100 Rifles (1969)

100 Rifles (1969), directed by Tom Gries.

First review

An entry in a well-known western genre: running guns to Mexico, blowing up trains and having massacre-level gunfights.

Lawman Jim Brown has crossed the border to bring back half-breed bank robber Burt Reynolds, who has spent the money on rifles for peasant revolutionary Raquel Welch. Brown becomes tangled up in the cause, gets hot and steamy with Welch (an interracial novelty at the time) and when Welch takes even a mostly clothed shower under the water tank, you can bet the train will stop for her. (The disc is PG today; times have changed).

It's large scale and action-adventure-packed with fine Spanish locations. Jim Brown was still a semi-pro actor but is likeable and studly. Reynolds is funny and Welch gets to do more running, jumping and fighting than usual. Fernando Lamas and Eric Braeden are the villains.

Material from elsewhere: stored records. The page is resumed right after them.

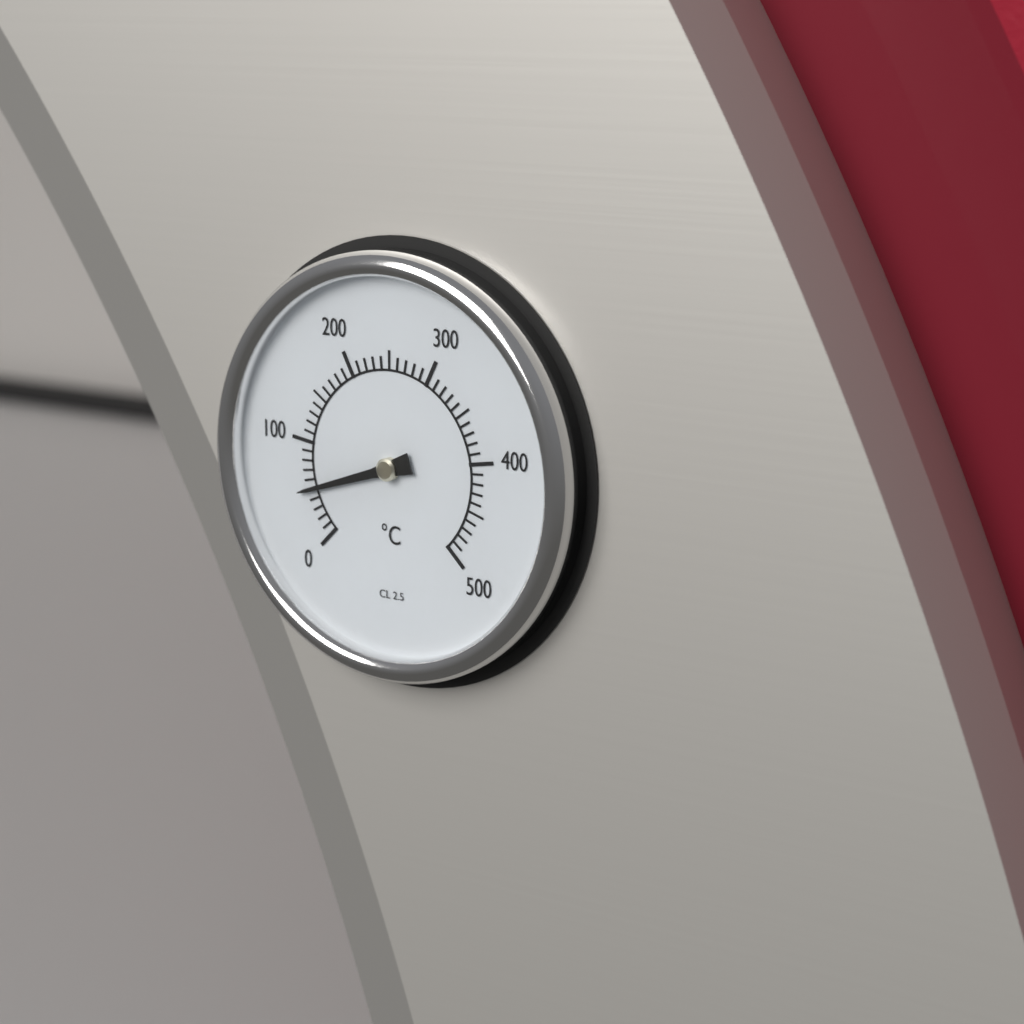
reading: 50 °C
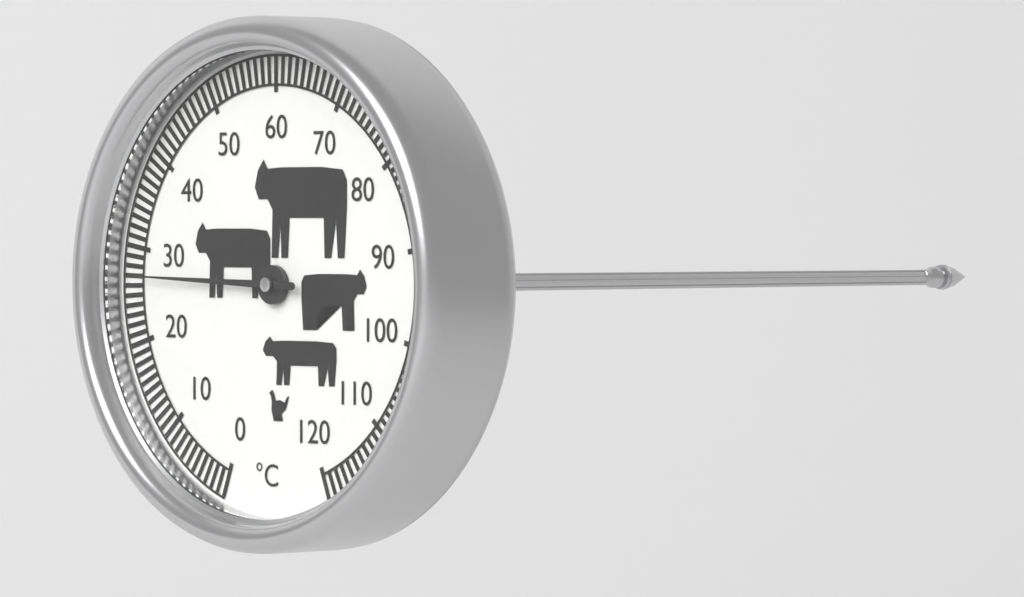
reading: 27 °C
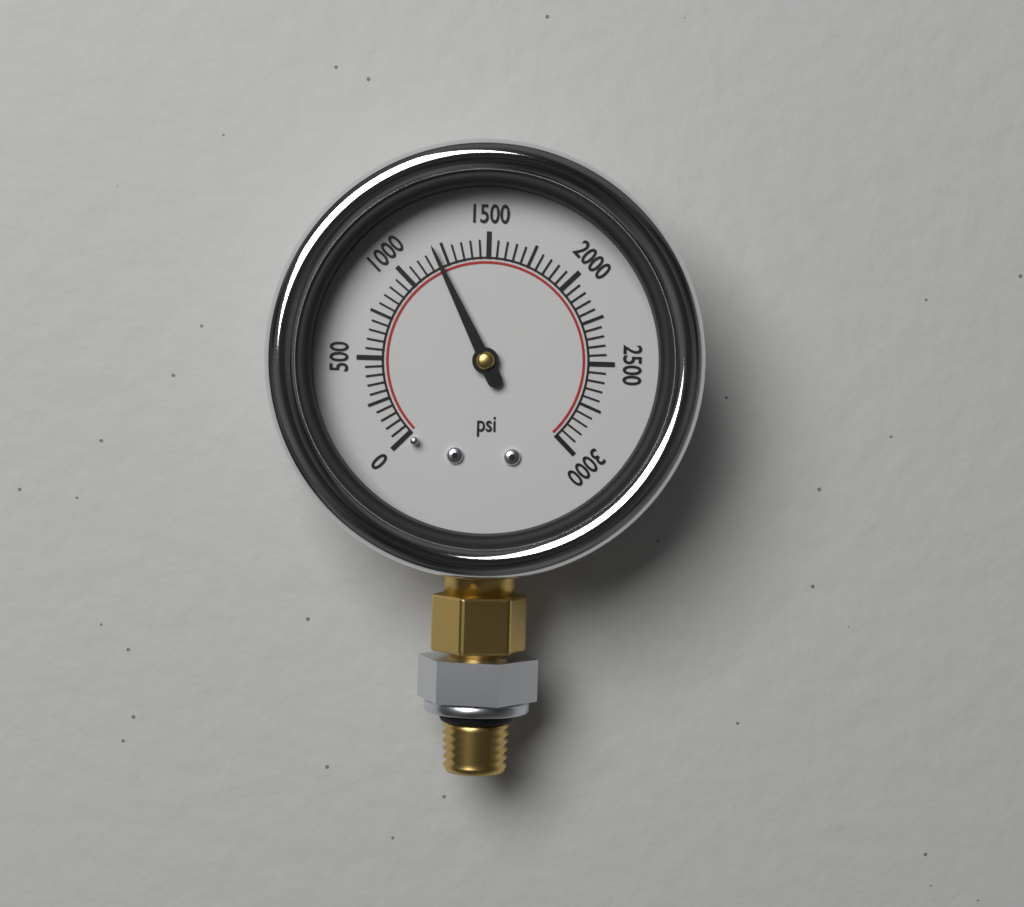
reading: 1200 psi
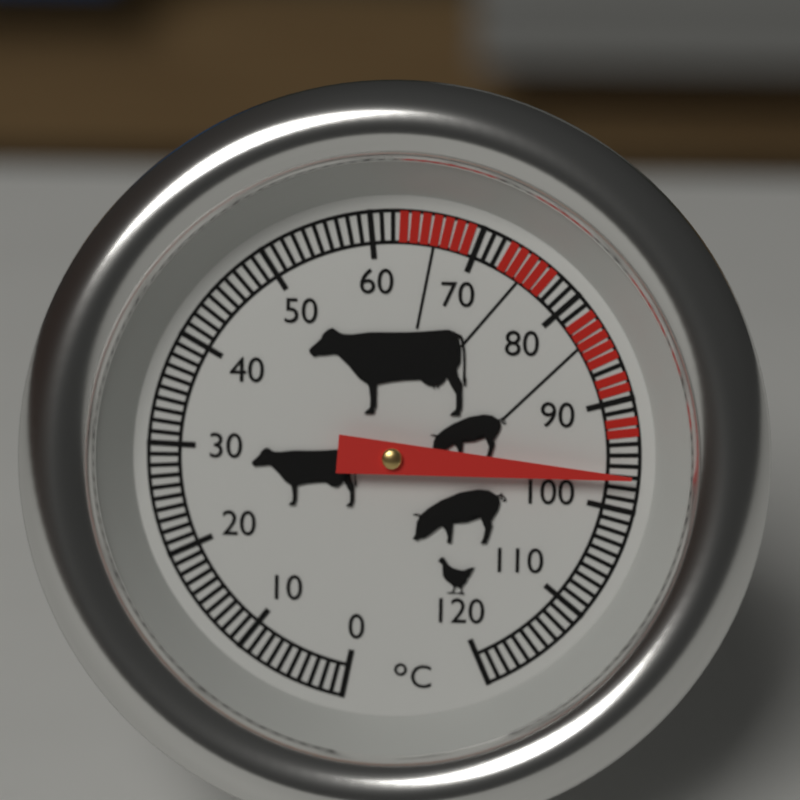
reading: 97 °C
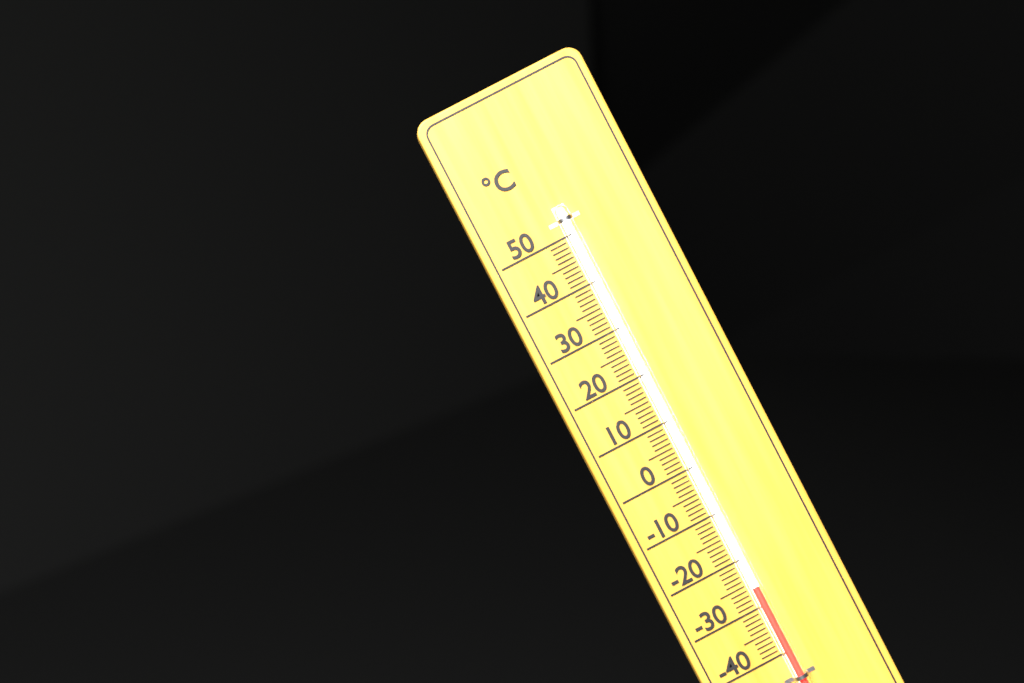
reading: -26 °C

Some of the dialog drags and the plot is a problem: a jumble of chasing, fighting, shooting, blowing things up, drinking, getting caught and escaping. The same director did the Rat Patrol TV series and you can see the similarity: lots of episodic desert action that doesn't get anywhere. We do have a final big battle: train vs town, both sides having machine guns and artillery.

Certainly not top drawer (as, for example, The Professionals (1966)) but I liked it better than the IMDB rating would suggest.

Exciting Jerry Goldsmith score and a rather good-looking dual-layer DVD.

Second review

A few more notes and new Blu-ray thumbnails.

Available on Blu-ray from Kino with a enthusiastic commentary track by Lee Pfeiffer, Paul Scrabo and Anthony Latino.